For perhaps a quarter of an hour they walked up and down the lawn, chatting away unconcernedly about the people around them. It was the first time they had been alone together since Duncan's return, but he made not the slightest reference to their last meeting. He was careless and unconcerned, and Marion tried to appear the same, but there was a strange feeling in her heart, half of fear and half of resentment, which told her that indifference had no place there. She laughed and chatted, but waited anxiously, thankful that so many people were there, but hopeful that he might say something to tell her that he remembered the words he had spoken at the Patricians' ball.

Suddenly Duncan stopped at a secluded part of the lawn where there was an empty bench. "Let us sit down here in the shade. You must be tired," he said, and then, after they had taken seats, a moment of silence came, and Marion could feel that Duncan was looking into her face, but she did not dare to meet his glance. He leaned toward her and spoke in the soft tones she remembered so well. "You are cruel," he said.

She looked up, startled. "Cruel, what do you mean?" she asked.

"You are cruel to forget so easily. You are cruel to treat me as you have."

"I, cruel; I don't understand," she said, and she thought of his careless manner and how she had waited for him to speak.

"Yes, you women are all alike. You play with us men for the moment, and then we are cast aside like a toy which no longer pleases. I thought you were different from the rest."

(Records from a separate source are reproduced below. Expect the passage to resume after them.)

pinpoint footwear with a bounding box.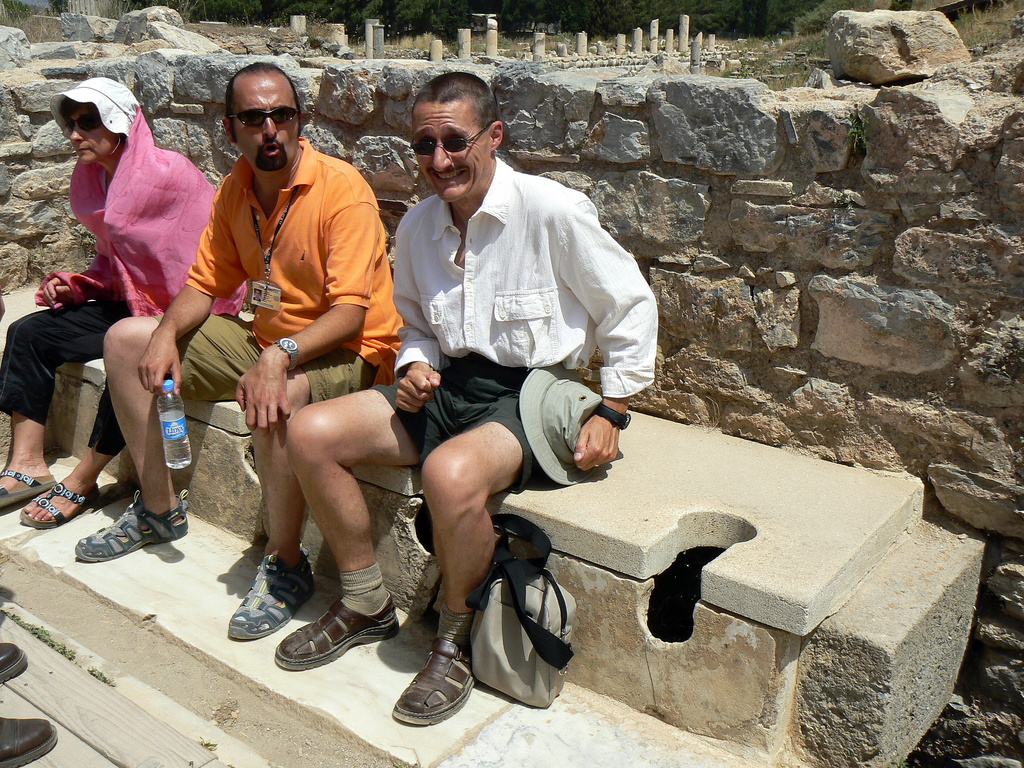
(left=77, top=495, right=195, bottom=564).
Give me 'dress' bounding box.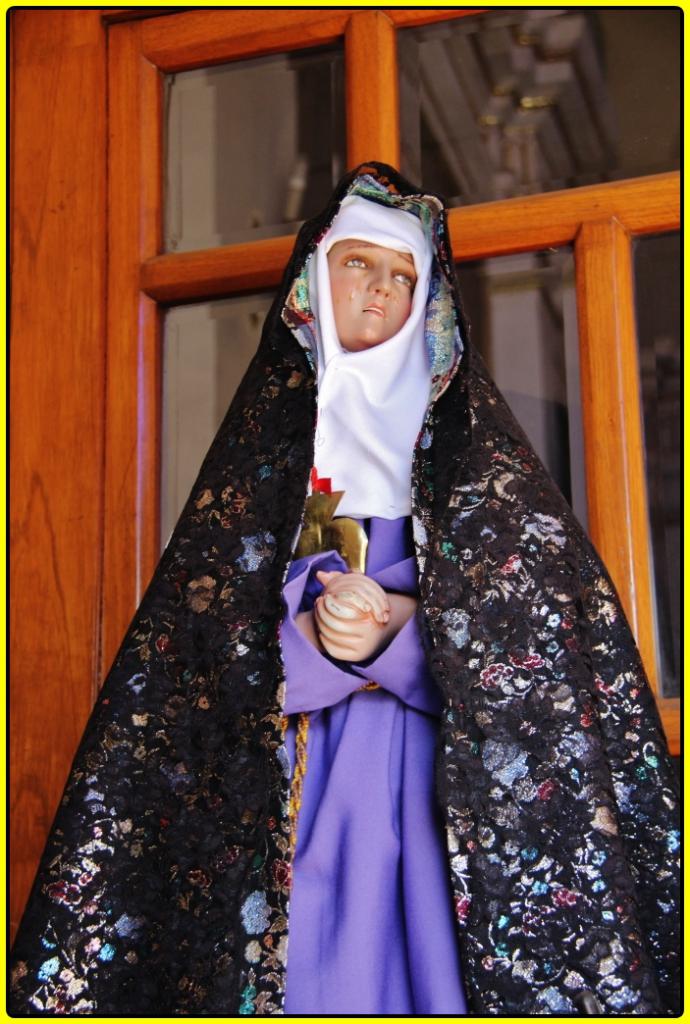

Marion looked up into his face with an expression of astonishment. She met his grey eyes, and for a moment she felt again that subtle power she had been dreaming of so long.

"Have you forgotten?" he said slowly.

Marion turned her head away. "Don't talk of that, Mr. Grahame," she answered. "That is all ended."

"It can't be ended while——" He did not finish for he saw a man approaching. "Here we are, Sanderson," he called carelessly. "I suppose you are looking for your wife."

"Yes," answered Roswell, coming nearer. "Mr. Sedger has tea ready on the upper veranda, and he wants his party. You look pale, Marion, is anything the matter?"

"I felt very much upset by that accident. I came here to get away from the people for a moment."

"A cup of tea will put you right," said Duncan.